Don Dennison

IT Matters - Image access strategies

February 20, 2016
By: Don Dennison

This is the first of a two-part series in which we will explore trends for optimizing imaging systems for two distinctly different user communities.

The consolidated enterprise

As organizations acquire, merge, or affiliate with others, consolidated enterprises are becoming the norm. The facilities within these blended organizations seek efficiencies and standardized clinical information access, such as a shared Electronic Medical Record (EMR), to gain the benefits of their combined size and abilities.

Having a strategy that works for all imaging users in a consolidated enterprise is important. While order placement for imaging procedures and scheduling and acquisition workflows are also important, we are going to focus on image access.

There are many types of imaging users, with different needs, but this series will explore two high-level types: diagnostic users and imaging consumers. Understanding your users and knowing their needs is critical to developing a successful strategy.



Diagnostic users
These users’ primary need for image access is to provide or support the review, interpretation, and reporting of imaging exams. They often need advanced toolsets and multiple monitors, and require non-imaging applications, such as voice recognition and reporting, to perform their tasks. The most common platform for their daily work is a PACS. They typically have powerful, dedicated workstations with special monitors and devices, such as speech microphones.

Imaging consumers
These users have general needs, often using imaging as just one type of information, along with clinical data from the EMR, to perform their primary tasks. They use images to support their treatment planning and delivery. They may be mobile, performing work at different locations, including remotely. They typically do their work on standard computers with one or two monitors. While these users have used PACS for image access for many years, it has proved to be costly to deploy and maintain across the enterprise. Many of them find PACS complex to use. Increasingly, many of these users are shifting to an enterprise viewer, embedded right in the EMR.

PACS consolidation
The benefits of sharing a PACS across an enterprise are both economic and clinical. In addition to saving costs through economies of scale, having only one system to support and maintain reduces complexity and allows support staff to better service and optimize the system. Any built-in or integrated communication tools provide important collaboration methods within a facility (such as tech to rad) and across facilities (for instance, rad to rad or rad to clinician).

PACS consolidation and a VNA
While consolidation on a common PACS platform (the same type but perhaps multiple server clusters) or instance (the same server cluster) provides several benefits, sometimes it is impractical or time-consuming to complete the data migration and system replacement required. Also, where organizational autonomy prevents consolidation, a shared VNA connected to each PACS can provide a longitudinal patient imaging record, even with different PACS. If an enterprise is very large, PACS consolidation may occur regionally (within common patient referral patterns)
and still be connected nationally through a VNA. Finally, even with a shared Radiology PACS, a VNA may be necessary to provide a shared repository for a longitudinal patient imaging record across clinical domains, such as cardiology, dermatology, and other enterprise image-generating departments.

What to look for in a system
In addition to meeting the needs of the radiologists, the consolidating PACS should have features to support multi-facility workflows, different patient identities (MRNs) along with a Master Patient Index (MPI) value, support for different procedure information originating from a variety of facilities’ RIS, and a shared long-term archive (within the PACS, or a connected VNA).

If the PACS can discover patient and study information on demand from external image sources, such as a VNA, without requiring a data migration, the PACS can provide its users a longitudinal record for the patient, allowing comparison of any of their studies, regardless of acquiring facility. It should also offer multiple deployment options (for example, on-site or central servers and storage, or a combination), and demonstrate the ability to scale to very large transactional volumes with performance. Providers should consider user role and permission management and the ability to set different configurations (such as DICOM attribute mappings, display protocols, and so on) to accommodate different group or facility needs.

The ability to allow staff from each site to perform quality control functions on data acquired locally is often desirable. A system that provides High Availability (HA) and Disaster Recovery (DR), along with real-time system monitoring with alerts, is even more important when supporting many facilities. Getting clinical, system admin, and IT infrastructure staff to work together, reach consensus on workflows, and accept a shared PACS is not a simple task. To get buy-in, leadership should be sure to be able to explain not only the operational benefits, but also the clinical ones.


** What needs to be done **
Look through the entries below. Report each line that has the word "observed" in it.

Figure collection entries:
◇ ◇ ◇ ◇ ◇ ◇ ◇

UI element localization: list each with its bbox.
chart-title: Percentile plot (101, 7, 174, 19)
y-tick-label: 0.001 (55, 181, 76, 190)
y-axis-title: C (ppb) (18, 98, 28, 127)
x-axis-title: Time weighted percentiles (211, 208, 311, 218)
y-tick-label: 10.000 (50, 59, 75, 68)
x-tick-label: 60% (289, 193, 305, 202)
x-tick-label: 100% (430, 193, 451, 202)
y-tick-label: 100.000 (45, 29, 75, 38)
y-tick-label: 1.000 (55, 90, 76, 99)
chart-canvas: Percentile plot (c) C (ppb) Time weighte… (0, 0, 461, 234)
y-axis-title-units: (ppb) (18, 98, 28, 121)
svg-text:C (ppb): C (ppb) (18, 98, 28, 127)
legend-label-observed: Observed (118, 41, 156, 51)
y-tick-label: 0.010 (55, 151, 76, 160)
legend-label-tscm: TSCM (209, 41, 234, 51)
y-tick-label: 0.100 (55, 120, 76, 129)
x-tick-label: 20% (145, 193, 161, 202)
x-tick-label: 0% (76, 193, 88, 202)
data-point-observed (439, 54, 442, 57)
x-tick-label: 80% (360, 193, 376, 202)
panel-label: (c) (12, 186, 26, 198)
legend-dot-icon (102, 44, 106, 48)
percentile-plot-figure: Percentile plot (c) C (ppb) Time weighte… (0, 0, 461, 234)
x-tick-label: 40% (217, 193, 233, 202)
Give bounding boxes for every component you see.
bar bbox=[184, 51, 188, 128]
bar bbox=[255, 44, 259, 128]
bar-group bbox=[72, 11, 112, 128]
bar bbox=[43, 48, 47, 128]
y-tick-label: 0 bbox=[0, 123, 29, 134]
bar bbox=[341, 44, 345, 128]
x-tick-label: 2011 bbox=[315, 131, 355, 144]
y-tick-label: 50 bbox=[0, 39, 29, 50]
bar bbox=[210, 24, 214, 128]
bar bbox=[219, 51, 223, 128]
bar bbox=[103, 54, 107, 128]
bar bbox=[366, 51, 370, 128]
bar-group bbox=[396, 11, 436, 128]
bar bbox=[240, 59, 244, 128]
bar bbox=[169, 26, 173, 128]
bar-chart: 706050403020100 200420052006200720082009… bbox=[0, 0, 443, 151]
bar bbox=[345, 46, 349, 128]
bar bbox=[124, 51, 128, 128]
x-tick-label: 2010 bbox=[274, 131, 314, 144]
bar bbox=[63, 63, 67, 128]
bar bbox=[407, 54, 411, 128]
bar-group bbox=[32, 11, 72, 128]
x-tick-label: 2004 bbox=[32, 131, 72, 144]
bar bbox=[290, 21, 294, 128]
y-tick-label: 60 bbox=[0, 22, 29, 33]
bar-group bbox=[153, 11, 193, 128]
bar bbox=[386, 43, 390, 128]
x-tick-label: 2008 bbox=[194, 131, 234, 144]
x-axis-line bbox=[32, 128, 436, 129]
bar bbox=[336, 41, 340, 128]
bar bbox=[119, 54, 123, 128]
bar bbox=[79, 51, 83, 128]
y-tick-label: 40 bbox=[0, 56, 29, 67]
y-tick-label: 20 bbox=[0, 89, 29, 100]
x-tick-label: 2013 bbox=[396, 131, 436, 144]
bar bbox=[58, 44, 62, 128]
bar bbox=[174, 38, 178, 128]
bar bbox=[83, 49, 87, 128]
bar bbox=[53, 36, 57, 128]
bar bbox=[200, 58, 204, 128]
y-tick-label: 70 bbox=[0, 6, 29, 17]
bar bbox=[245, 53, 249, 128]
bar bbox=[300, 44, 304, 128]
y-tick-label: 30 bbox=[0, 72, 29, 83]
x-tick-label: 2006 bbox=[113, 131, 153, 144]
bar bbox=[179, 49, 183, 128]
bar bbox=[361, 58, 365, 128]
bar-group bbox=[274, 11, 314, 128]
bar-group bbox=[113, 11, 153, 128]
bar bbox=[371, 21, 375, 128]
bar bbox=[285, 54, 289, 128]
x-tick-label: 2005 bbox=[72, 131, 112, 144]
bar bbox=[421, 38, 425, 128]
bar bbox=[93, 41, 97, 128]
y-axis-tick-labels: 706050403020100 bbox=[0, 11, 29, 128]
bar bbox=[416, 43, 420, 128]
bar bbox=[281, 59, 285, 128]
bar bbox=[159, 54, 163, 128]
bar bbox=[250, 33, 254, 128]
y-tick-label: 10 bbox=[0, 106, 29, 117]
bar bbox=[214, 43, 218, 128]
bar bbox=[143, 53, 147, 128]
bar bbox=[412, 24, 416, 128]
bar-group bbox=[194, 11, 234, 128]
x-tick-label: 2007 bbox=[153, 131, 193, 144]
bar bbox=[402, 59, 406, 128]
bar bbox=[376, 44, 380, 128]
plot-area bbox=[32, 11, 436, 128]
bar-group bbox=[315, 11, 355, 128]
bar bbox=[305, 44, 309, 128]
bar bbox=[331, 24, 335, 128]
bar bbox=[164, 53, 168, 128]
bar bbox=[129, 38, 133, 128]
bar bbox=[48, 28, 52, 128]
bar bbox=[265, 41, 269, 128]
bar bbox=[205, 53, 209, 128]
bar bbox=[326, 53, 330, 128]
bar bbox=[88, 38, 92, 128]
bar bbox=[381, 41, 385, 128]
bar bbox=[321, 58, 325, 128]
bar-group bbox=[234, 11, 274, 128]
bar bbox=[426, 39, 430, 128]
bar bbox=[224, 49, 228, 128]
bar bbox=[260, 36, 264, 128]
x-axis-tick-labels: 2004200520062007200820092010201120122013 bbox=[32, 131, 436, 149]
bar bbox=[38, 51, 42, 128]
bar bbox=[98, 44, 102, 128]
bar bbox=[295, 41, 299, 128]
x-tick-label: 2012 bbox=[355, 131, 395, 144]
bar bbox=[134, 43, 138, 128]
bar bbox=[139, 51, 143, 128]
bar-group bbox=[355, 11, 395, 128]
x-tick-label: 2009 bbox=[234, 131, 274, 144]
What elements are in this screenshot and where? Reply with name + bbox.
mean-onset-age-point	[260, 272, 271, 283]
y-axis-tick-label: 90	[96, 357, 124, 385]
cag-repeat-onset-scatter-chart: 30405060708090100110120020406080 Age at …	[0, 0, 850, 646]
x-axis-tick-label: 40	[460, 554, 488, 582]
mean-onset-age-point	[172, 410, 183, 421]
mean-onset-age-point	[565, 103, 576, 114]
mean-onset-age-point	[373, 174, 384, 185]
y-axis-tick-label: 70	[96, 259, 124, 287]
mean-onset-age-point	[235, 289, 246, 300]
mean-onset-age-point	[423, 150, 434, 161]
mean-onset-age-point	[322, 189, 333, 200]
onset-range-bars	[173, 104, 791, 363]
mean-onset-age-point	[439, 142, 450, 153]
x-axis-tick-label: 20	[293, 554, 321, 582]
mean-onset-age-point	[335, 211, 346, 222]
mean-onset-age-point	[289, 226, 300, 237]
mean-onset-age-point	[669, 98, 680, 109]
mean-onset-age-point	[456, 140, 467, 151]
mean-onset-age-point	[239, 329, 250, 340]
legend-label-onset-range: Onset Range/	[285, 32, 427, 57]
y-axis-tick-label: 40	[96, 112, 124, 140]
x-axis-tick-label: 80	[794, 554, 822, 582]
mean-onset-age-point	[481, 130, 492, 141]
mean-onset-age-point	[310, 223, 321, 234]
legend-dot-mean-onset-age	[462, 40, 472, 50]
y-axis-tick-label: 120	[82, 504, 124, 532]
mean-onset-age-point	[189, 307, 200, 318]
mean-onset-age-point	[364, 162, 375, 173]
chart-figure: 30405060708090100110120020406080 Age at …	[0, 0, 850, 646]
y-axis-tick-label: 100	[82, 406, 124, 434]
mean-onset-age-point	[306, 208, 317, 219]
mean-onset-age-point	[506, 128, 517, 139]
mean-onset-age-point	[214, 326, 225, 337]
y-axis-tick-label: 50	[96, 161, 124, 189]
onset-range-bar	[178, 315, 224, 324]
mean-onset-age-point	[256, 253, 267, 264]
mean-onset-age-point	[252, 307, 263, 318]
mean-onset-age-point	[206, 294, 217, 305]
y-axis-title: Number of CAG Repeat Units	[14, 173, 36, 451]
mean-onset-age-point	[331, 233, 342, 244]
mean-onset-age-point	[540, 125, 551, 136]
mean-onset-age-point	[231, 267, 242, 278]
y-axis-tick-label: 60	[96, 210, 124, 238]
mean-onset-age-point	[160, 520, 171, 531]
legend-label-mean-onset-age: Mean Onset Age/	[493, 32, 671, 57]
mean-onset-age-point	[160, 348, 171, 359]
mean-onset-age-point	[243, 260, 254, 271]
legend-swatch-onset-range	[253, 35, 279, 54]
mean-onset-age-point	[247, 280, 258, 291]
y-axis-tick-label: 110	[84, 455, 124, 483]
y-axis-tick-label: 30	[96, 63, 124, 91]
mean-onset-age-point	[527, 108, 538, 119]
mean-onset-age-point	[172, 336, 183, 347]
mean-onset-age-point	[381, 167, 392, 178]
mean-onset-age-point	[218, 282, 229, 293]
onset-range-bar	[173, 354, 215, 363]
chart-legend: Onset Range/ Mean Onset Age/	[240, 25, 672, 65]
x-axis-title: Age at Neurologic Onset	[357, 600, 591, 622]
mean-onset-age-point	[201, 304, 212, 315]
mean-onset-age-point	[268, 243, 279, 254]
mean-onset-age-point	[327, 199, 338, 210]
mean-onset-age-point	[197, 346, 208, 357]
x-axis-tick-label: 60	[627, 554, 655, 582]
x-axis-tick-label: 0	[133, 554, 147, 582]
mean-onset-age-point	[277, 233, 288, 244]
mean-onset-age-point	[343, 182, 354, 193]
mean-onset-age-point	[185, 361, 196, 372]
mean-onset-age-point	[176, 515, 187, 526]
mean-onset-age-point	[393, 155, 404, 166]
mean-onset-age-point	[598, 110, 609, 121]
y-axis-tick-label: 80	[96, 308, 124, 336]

◇ ◇ ◇ ◇ ◇ ◇ ◇

** Solution to this task **
legend-label-observed: Observed (118, 41, 156, 51)
data-point-observed (439, 54, 442, 57)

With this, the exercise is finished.